Lorne Campbell has specialised in the design of high-speed powerboats since 1970 and his lines have been used to produce some of the most successful offshore racing catamarans.
He has been employed on occasion to analyse what has happened in high speed craft incidents and accidents, both racing and non-racing.
His job is to look at the physical evidence, try to work out the truth and to give an opinion as to which side, if any, is closest to it.
I asked Lorne to share his views on the dramatic double flip of Team Allen Lawn Care and LPC at Key West.
My training has all been in the area of hydrodynamics rather than aerodynamics, but I have had five projects wind tunnel tested over the years and have picked up some idea of the underlying factors.
These are my thoughts:
The two cats were running very quickly and so close together that they were virtually touching each other – so, aerodynamically they were running as one, very wide, quadramaran!
The situation would need checking in a wind tunnel or by CFD but, basically we have gone from two cats of 32 feet to a single craft of the same length, double the weight and double the width.
Aerodynamically a cat is a wing and this means the aerodynamic aspect ratio – wing width (or ‘span’) divided by wing length (or ‘chord’) – has doubled.
Broadly, an increase in aspect ratio gives an increase in aero lift coefficient and, in this case that increase could be around 70% (in very approximate terms).
So, suddenly the boats are feeling a 70% increase in aero lift.
The two cats did open a gap between them during the flip, but they had gone past the point of no return by then.

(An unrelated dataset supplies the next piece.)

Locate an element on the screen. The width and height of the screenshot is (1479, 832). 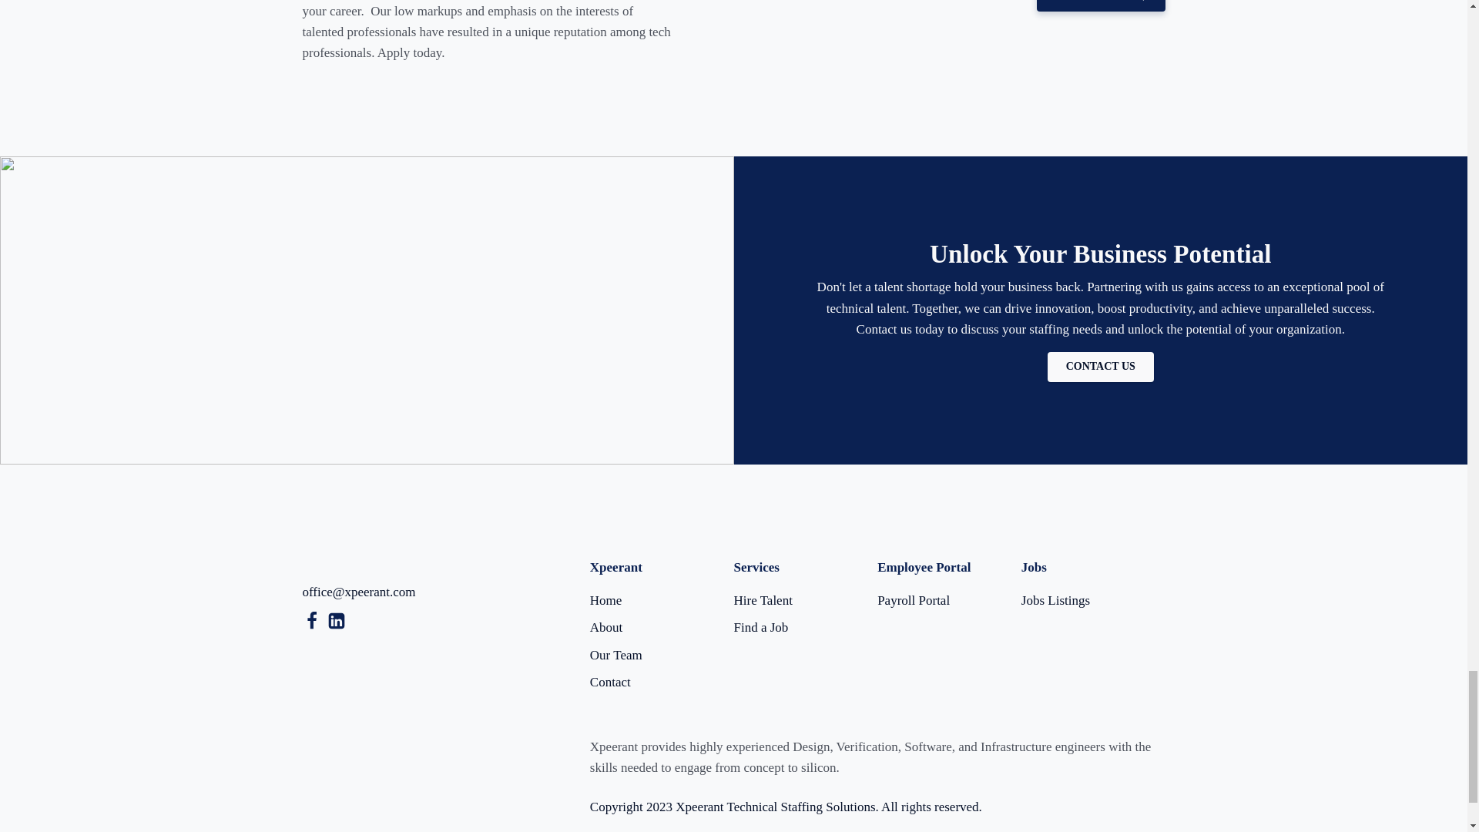
Home is located at coordinates (606, 599).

Another way of looking at possible reasons for the double flip is that – just looking at the ram pressure in the tunnel alone – when a cat runs at normal attitude in contact with calm water, there is a range of angles of attack where it is stable – i.e. up to around, say, 8 degrees (very approximately – and craft will vary).
As the bow rises, within this range, a gap forward beneath the hulls opens up and air from the tunnel escapes, thus reducing the tunnel pressure and allowing the bow to drop again.
With two boats close together, the air escape gaps beneath the hulls on the sides next to each other, are sealed off – so you have the same air escape gap (i.e. the left side of one boat and the right side of the other) but there is double the amount of air (from the single, ‘double width’ hull) that needs to escape.
Again, this increases the lift under the ‘double width’ craft.
In practice, it is probably a combination of both of the above systems, and there may well be other factors, which I haven’t thought of.
The centre of aero lift acts forward of the centre of gravity, which is why there is the tendency for craft to back flip, and it is possible that with the ‘double width’ hull this aero lift centre moves further forward, thus increasing the ‘back flip’ leverage in addition to the above lift increases.
This double flip scenario has been seen before with circuit racing tunnel hulls (and, I believe with Unlimited Hydros), but it is the first time I’ve heard of it with offshore boats.
That doesn’t mean it hasn’t happened before, of course.